Biden-Harris Would Deal a Huge Blow to Religious Liberty

Biden-Harris Would Deal a Huge Blow to Religious Liberty
Democratic presidential nominee Joe Biden, right, and Sen. Kamala Harris (D-Calif.) speak in a press conference in Wilmington, Del., on Aug. 13, 2020. Drew Angerer/Getty Images
Josh Hammer
Updated:
Commentary

Toward the end of Vice President Mike Pence’s resounding defeat of Sen. Kamala Harris in Wednesday night’s vice presidential debate, the two officials tussled on the pending Supreme Court nomination of Judge Amy Coney Barrett and the despicable deluge of anti-Catholic bigotry her nomination has unleashed.

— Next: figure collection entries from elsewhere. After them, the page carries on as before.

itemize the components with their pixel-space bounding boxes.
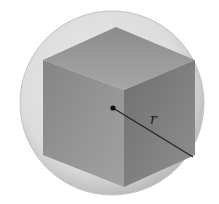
center-point — [110, 105, 115, 110]
cube-in-sphere-diagram: r — [0, 0, 219, 204]
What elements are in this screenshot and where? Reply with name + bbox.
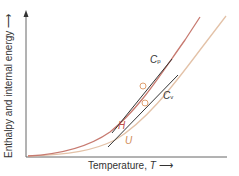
x-axis-arrow-glyph: ⟶ — [156, 160, 173, 171]
cv-point-marker — [142, 100, 148, 106]
cp-label-subscript: p — [157, 58, 160, 64]
y-axis-label-text: Enthalpy and internal energy — [3, 31, 14, 158]
h-curve-label: H — [118, 120, 125, 131]
cp-point-marker — [140, 83, 146, 89]
x-axis-label: Temperature, T ⟶ — [88, 160, 173, 171]
u-curve-label: U — [125, 135, 132, 146]
cv-label-subscript: v — [170, 94, 173, 100]
y-axis-arrow-icon — [24, 10, 29, 17]
y-axis-arrow-glyph: ⟶ — [3, 14, 14, 31]
diagram-canvas — [0, 0, 239, 176]
cv-label: Cv — [163, 90, 173, 101]
cp-label: Cp — [150, 54, 161, 65]
x-axis-label-text: Temperature, — [88, 160, 150, 171]
h-curve — [28, 17, 200, 156]
y-axis-label: Enthalpy and internal energy ⟶ — [3, 14, 14, 158]
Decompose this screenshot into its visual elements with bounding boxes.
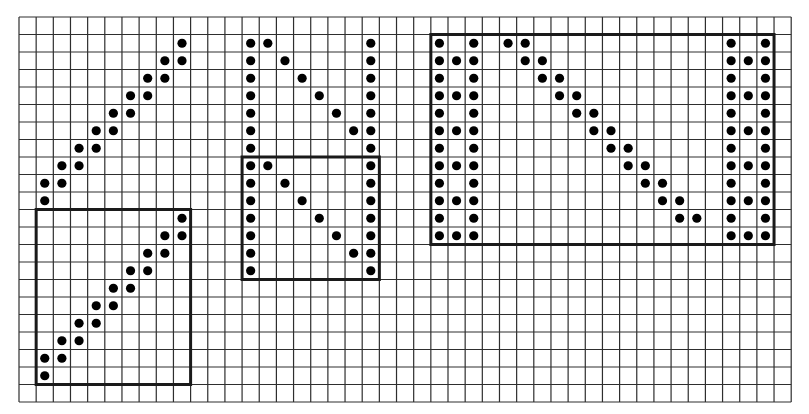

Harris, one of the leading arsonists during the well-orchestrated 2018 character assassination of then-Supreme Court nominee Judge Brett Kavanaugh, tried to mollify wary voters in advance of Barrett’s own impending confirmation hearings. “Joe Biden and I are both people of faith,” Harris hectored, “and it’s insulting to suggest that we would knock anyone for their faith.”

Josh Hammer
Josh Hammer
Author
Josh Hammer is opinion editor of Newsweek, a research fellow with the Edmund Burke Foundation, counsel and policy advisor for the Internet Accountability Project, a syndicated columnist through Creators, and a contributing editor for Anchoring Truths. A frequent pundit and essayist on political, legal, and cultural issues, Hammer is a constitutional attorney by training. He hosts “The Josh Hammer Show,” a Newsweek podcast, and co-hosts the Edmund Burke Foundation's “NatCon Squad” podcast. Hammer is a college campus speaker through Intercollegiate Studies Institute and Young America's Foundation, as well as a law school campus speaker through the Federalist Society. Prior to Newsweek and The Daily Wire, where he was an editor, Hammer worked at a large law firm and clerked for a judge on the U.S. Court of Appeals for the Fifth Circuit. Hammer has also served as a John Marshall Fellow with the Claremont Institute and a fellow with the James Wilson Institute. Hammer graduated from Duke University, where he majored in economics, and from the University of Chicago Law School. He lives in Florida, but remains an active member of the State Bar of Texas.